It is midnight. You are a widow, who lives alone in her home. Your ringing doorbells awakens you from a sound sleep. You warily answer the door.
A woman and a teen-age boy are on your doorstep. The woman says to you, “My son and I have illegally crossed the Texas border into your country. We need a place to stay. Can we sleep in your house tonight? Can we live with you until we can find jobs?”
What do you do?
What should President Donald Trump do when thousands of illegal aliens show up in a caravan at our southern border?
You’ve just become president. What’s your policy?
An article that recently appeared in this paper explains, or at least attempts to explain, why aliens continue to illegally cross our southern border.
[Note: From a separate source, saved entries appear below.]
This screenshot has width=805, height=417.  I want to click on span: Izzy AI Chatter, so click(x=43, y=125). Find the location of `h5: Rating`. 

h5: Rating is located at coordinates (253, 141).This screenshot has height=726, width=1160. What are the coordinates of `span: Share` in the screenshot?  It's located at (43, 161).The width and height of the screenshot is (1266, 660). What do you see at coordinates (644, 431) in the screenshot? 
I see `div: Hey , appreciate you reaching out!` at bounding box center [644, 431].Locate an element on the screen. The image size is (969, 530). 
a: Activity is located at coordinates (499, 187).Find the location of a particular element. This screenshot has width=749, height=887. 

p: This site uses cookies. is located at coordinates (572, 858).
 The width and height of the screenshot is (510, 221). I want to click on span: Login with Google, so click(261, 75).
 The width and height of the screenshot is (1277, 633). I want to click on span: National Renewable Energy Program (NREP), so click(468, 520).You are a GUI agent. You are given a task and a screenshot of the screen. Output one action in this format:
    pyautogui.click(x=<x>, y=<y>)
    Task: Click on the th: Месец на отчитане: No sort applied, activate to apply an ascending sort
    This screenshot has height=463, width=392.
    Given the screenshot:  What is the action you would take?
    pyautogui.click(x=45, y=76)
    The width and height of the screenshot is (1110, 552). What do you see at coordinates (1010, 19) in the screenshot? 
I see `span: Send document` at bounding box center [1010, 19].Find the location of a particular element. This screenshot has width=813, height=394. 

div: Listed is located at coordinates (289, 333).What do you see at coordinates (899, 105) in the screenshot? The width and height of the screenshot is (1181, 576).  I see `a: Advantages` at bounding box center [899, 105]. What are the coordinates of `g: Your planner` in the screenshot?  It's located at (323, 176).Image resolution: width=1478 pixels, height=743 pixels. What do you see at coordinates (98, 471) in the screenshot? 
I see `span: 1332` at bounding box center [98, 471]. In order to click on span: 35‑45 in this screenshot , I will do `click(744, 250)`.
In it, the ACLU quotes two-thirds of the parents who have sent their children across the U.S. border (those they have been able to find and speak with) as saying, as much as they would like to have their children with them, it’s too dangerous in their home country because of gangs.
But sometimes explanations raise further questions. So what conclusion would you draw?
Is the ACLU misquoting the parents? Is there is no gang violence in their native countries?
Is the ACLU exaggerating? If there is gang violence in those countries, is it really that bad?
I assume the ACLU is accurately quoting parents, and that gang violence is a serious danger to their children. But if the children sent into the U.S. should not be returned to their native countries, what conclusion would you draw from that?
If we keep our borders open, only good, law-abiding children will cross into the U.S. The violent gang members who imperil those children in their own native countries would never illegally cross into our country.
If we keep our borders open, only good, law-abiding children will cross into the U.S. The violent gang members who imperil those children in their own native countries would never illegally cross into our country.
If we keep our borders open, the vicious gang members, from whom the children are escaping, will also illegally enter the U.S. and bring gang violence here.
Consider the murder of Mollie Tibbetts of Brooklyn, Iowa. Was Mollie murdered by a U.S. citizen or a vicious alien who had illegally entered the U.S.?
If Tibbets was murdered by an illegal alien, what conclusion would you draw?
If the illegal alien who murdered her had not been able to enter this country, Mollie would still be alive.
If he had not been able to enter the country, Mollie might have died from some other cause.
Finally, do we need to know who is coming into our country? What’s your position?
It doesn’t matter who comes in; they are all God’s children.
Finally, do we need to know who is coming into our country? What’s your position?
It doesn’t matter who comes in; they are all God’s children.
Most aliens entering the U.S. illegally are good people, coming here to escape gang violence in their own countries. If a few vicious gang members also sneak in, the evil they do will be outweighed by the good that we do in accepting those escaping violence in their own countries.
A wall would let us monitor who is entering our country. It would be useful in allowing us to vet, so as to at least bar entry to some gang members and dangerous criminals.
A wall should never be built. It is better to accept all God’s children without vetting. Why should Americans demand to be safe, while gang members are killing children south of our border?
Rather than turn away Central American children who may be at risk in their homelands, we should be willing to accept the risk that what happened to Mollie Tibbets will not happen to our own children.
You’ve just become president. You’ve taken an oath to “preserve and protect.”
How do you do that?
By the way ... did you let the mother and son into your home?